Rakuten investigates LEO-based satellite IoT tech
Japanese mobile upstart Rakuten has teamed up with the University of Tokyo to look into whether low Earth orbit (LEO) satellites can feasibly offer a direct connection to IoT devices.
November 29, 2021
Japanese mobile upstart Rakuten has teamed up with the University of Tokyo to look into whether low Earth orbit (LEO) satellites can feasibly offer a direct connection to IoT devices.
Rakuten has a vested interest here. It is working with US-based AST & Science, which has developed a solution that enables LEO satellites to offer 4G and 5G connectivity directly to unmodified smartphones. Rakuten, along with Vodafone, is helping to fund the development and deployment of AST’s LEO network, SpaceMobile. Voda and Rakuten have also previously been lead investors in AST funding rounds.
Normally with satellite-based communications, terminals either incorporate the antennas needed to connect to a satellite, or they connect to a terrestrial network which then hands off to a satellite via a gateway. What Rakuten and the University of Tokyo want to know is whether a cheap, off-the-shelf IoT device that uses LTE or NB-IoT can communicate directly with an LEO satellite.
“By building an NB-IoT and LTE network using satellites, it will become possible to provide low cost IoT services for various industries in locations that would typically be out of network coverage, such as mountainous areas, remote islands or on the sea,” Rakuten said, in a statement.
The R&D project kicks off this month and is due to run right through to March 2025. If all goes well, it represents another potential string to AST & Science’s bow, which could prove vitally important to its long-term prospects.
With just one test satellite in orbit, the company is still very much in the early phases of development. It planned to launch its second – BlueWalker 3 – before the end of this year, but that was pushed back to around next March. However, it emerged in its most recent quarterly financials that AST is considering delaying the launch again by a few months to allow more time for testing (see this recent Light Reading article for more on that).
Satellite networks – particularly LEO networks that require many, many satellites to deliver broad coverage – are a costly business, what with all the technical complexity and rocket fuel involved, and as such there have been one or two budding LEO providers that have fallen short. Most notable of these was LeoSat, which ran out of steam in late 2019. Then there is OneWeb, which needed a bailout from Bharti and the UK government in order to keep the lights on. Meanwhile, the geostationary satellite sector has seen some consolidation lately, with US-based Viasat earlier this month reaching a $7.3 billion deal to buy UK-based Inmarsat.
Despite AST having some big-name backers, it still needs to pull out all the stops to ensure it doesn’t become another also-ran in the current space-race.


• _What you need to do_
All of the entries need to be written out again, exactly as they are.

***** Information given

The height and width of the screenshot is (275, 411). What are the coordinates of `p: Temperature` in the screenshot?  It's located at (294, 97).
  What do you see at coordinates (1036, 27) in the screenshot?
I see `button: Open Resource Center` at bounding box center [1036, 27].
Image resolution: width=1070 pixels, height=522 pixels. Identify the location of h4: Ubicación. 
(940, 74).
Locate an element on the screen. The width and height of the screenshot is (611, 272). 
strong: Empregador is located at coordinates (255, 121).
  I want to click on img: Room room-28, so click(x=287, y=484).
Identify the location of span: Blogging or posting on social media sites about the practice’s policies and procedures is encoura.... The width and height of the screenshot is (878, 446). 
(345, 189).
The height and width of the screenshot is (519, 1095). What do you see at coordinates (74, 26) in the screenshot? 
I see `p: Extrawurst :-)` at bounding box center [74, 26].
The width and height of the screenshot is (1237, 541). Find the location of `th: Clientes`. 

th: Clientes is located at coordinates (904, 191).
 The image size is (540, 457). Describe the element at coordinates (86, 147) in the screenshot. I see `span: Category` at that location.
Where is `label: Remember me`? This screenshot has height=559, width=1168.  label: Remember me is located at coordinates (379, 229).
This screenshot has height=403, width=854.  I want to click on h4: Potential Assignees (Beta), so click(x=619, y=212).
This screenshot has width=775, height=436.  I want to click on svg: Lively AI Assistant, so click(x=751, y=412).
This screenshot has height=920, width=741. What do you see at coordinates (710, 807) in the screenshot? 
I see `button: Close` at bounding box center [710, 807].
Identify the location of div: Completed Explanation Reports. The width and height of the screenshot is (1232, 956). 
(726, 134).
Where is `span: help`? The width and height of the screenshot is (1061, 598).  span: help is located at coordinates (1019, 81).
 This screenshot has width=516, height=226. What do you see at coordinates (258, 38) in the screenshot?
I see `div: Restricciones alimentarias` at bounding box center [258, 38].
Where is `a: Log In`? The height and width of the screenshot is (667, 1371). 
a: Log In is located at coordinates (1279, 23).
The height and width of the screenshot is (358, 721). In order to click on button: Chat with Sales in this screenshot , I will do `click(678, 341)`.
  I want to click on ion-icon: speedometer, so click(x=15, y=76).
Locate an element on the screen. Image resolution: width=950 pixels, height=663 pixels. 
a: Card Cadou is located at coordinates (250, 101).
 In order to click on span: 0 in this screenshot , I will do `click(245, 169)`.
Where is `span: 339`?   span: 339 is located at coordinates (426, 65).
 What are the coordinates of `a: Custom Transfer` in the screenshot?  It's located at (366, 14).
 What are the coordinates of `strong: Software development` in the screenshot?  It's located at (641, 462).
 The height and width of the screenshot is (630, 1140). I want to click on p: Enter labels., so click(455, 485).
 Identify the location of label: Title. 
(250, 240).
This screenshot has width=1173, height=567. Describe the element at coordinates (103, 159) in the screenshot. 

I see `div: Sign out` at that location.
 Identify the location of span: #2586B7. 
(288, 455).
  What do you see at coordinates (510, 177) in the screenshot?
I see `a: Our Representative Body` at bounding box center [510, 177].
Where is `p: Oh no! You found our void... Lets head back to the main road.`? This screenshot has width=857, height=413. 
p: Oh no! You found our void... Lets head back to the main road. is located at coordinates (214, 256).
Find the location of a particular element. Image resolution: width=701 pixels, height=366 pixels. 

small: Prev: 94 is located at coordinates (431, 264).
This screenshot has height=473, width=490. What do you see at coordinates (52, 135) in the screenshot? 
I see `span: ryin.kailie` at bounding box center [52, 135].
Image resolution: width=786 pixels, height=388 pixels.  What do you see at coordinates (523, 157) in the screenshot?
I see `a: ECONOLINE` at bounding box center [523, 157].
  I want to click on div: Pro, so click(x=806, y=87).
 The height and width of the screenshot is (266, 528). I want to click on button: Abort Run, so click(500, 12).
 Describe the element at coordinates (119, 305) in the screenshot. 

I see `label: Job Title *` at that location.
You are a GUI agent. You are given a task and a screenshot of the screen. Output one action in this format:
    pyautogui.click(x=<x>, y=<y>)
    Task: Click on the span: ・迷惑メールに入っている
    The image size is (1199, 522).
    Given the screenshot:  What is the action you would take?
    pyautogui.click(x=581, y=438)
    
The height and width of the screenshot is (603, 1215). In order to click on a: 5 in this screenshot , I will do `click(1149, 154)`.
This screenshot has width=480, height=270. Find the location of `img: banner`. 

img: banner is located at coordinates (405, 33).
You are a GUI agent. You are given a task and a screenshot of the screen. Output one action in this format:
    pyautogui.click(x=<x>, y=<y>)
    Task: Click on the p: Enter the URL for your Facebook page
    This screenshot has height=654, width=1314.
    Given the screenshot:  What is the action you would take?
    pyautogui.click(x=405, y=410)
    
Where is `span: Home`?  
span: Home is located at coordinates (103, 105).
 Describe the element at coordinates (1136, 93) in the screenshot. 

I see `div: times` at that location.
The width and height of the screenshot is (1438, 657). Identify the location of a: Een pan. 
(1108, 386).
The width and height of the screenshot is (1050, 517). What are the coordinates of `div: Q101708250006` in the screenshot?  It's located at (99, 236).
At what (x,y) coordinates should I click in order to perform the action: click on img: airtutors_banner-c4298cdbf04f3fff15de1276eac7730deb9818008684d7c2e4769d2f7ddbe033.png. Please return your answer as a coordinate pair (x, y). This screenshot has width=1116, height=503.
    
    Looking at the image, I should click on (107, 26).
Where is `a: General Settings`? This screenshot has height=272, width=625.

**********

• _Written reply_
The height and width of the screenshot is (275, 411). What are the coordinates of `p: Temperature` in the screenshot?  It's located at (294, 97).
  What do you see at coordinates (1036, 27) in the screenshot?
I see `button: Open Resource Center` at bounding box center [1036, 27].
Image resolution: width=1070 pixels, height=522 pixels. Identify the location of h4: Ubicación. 
(940, 74).
Locate an element on the screen. The width and height of the screenshot is (611, 272). 
strong: Empregador is located at coordinates (255, 121).
  I want to click on img: Room room-28, so click(x=287, y=484).
Identify the location of span: Blogging or posting on social media sites about the practice’s policies and procedures is encoura.... The width and height of the screenshot is (878, 446). 
(345, 189).
The height and width of the screenshot is (519, 1095). What do you see at coordinates (74, 26) in the screenshot? 
I see `p: Extrawurst :-)` at bounding box center [74, 26].
The width and height of the screenshot is (1237, 541). Find the location of `th: Clientes`. 

th: Clientes is located at coordinates (904, 191).
 The image size is (540, 457). Describe the element at coordinates (86, 147) in the screenshot. I see `span: Category` at that location.
Where is `label: Remember me`? This screenshot has height=559, width=1168.  label: Remember me is located at coordinates (379, 229).
This screenshot has height=403, width=854.  I want to click on h4: Potential Assignees (Beta), so click(x=619, y=212).
This screenshot has width=775, height=436.  I want to click on svg: Lively AI Assistant, so click(x=751, y=412).
This screenshot has height=920, width=741. What do you see at coordinates (710, 807) in the screenshot? 
I see `button: Close` at bounding box center [710, 807].
Identify the location of div: Completed Explanation Reports. The width and height of the screenshot is (1232, 956). 
(726, 134).
Where is `span: help`? The width and height of the screenshot is (1061, 598).  span: help is located at coordinates (1019, 81).
 This screenshot has width=516, height=226. What do you see at coordinates (258, 38) in the screenshot?
I see `div: Restricciones alimentarias` at bounding box center [258, 38].
Where is `a: Log In`? The height and width of the screenshot is (667, 1371). 
a: Log In is located at coordinates (1279, 23).
The height and width of the screenshot is (358, 721). In order to click on button: Chat with Sales in this screenshot , I will do `click(678, 341)`.
  I want to click on ion-icon: speedometer, so click(x=15, y=76).
Locate an element on the screen. Image resolution: width=950 pixels, height=663 pixels. 
a: Card Cadou is located at coordinates (250, 101).
 In order to click on span: 0 in this screenshot , I will do `click(245, 169)`.
Where is `span: 339`?   span: 339 is located at coordinates (426, 65).
 What are the coordinates of `a: Custom Transfer` in the screenshot?  It's located at (366, 14).
 What are the coordinates of `strong: Software development` in the screenshot?  It's located at (641, 462).
 The height and width of the screenshot is (630, 1140). I want to click on p: Enter labels., so click(455, 485).
 Identify the location of label: Title. 
(250, 240).
This screenshot has width=1173, height=567. Describe the element at coordinates (103, 159) in the screenshot. 

I see `div: Sign out` at that location.
 Identify the location of span: #2586B7. 
(288, 455).
  What do you see at coordinates (510, 177) in the screenshot?
I see `a: Our Representative Body` at bounding box center [510, 177].
Where is `p: Oh no! You found our void... Lets head back to the main road.`? This screenshot has width=857, height=413. 
p: Oh no! You found our void... Lets head back to the main road. is located at coordinates (214, 256).
Find the location of a particular element. Image resolution: width=701 pixels, height=366 pixels. 

small: Prev: 94 is located at coordinates (431, 264).
This screenshot has height=473, width=490. What do you see at coordinates (52, 135) in the screenshot? 
I see `span: ryin.kailie` at bounding box center [52, 135].
Image resolution: width=786 pixels, height=388 pixels.  What do you see at coordinates (523, 157) in the screenshot?
I see `a: ECONOLINE` at bounding box center [523, 157].
  I want to click on div: Pro, so click(x=806, y=87).
 The height and width of the screenshot is (266, 528). I want to click on button: Abort Run, so click(500, 12).
 Describe the element at coordinates (119, 305) in the screenshot. 

I see `label: Job Title *` at that location.
You are a GUI agent. You are given a task and a screenshot of the screen. Output one action in this format:
    pyautogui.click(x=<x>, y=<y>)
    Task: Click on the span: ・迷惑メールに入っている
    The image size is (1199, 522).
    Given the screenshot:  What is the action you would take?
    pyautogui.click(x=581, y=438)
    
The height and width of the screenshot is (603, 1215). In order to click on a: 5 in this screenshot , I will do `click(1149, 154)`.
This screenshot has width=480, height=270. Find the location of `img: banner`. 

img: banner is located at coordinates (405, 33).
You are a GUI agent. You are given a task and a screenshot of the screen. Output one action in this format:
    pyautogui.click(x=<x>, y=<y>)
    Task: Click on the p: Enter the URL for your Facebook page
    This screenshot has height=654, width=1314.
    Given the screenshot:  What is the action you would take?
    pyautogui.click(x=405, y=410)
    
Where is `span: Home`?  
span: Home is located at coordinates (103, 105).
 Describe the element at coordinates (1136, 93) in the screenshot. 

I see `div: times` at that location.
The width and height of the screenshot is (1438, 657). Identify the location of a: Een pan. 
(1108, 386).
The width and height of the screenshot is (1050, 517). What are the coordinates of `div: Q101708250006` in the screenshot?  It's located at (99, 236).
At what (x,y) coordinates should I click in order to perform the action: click on img: airtutors_banner-c4298cdbf04f3fff15de1276eac7730deb9818008684d7c2e4769d2f7ddbe033.png. Please return your answer as a coordinate pair (x, y). This screenshot has width=1116, height=503.
    
    Looking at the image, I should click on (107, 26).
Where is `a: General Settings`? This screenshot has height=272, width=625.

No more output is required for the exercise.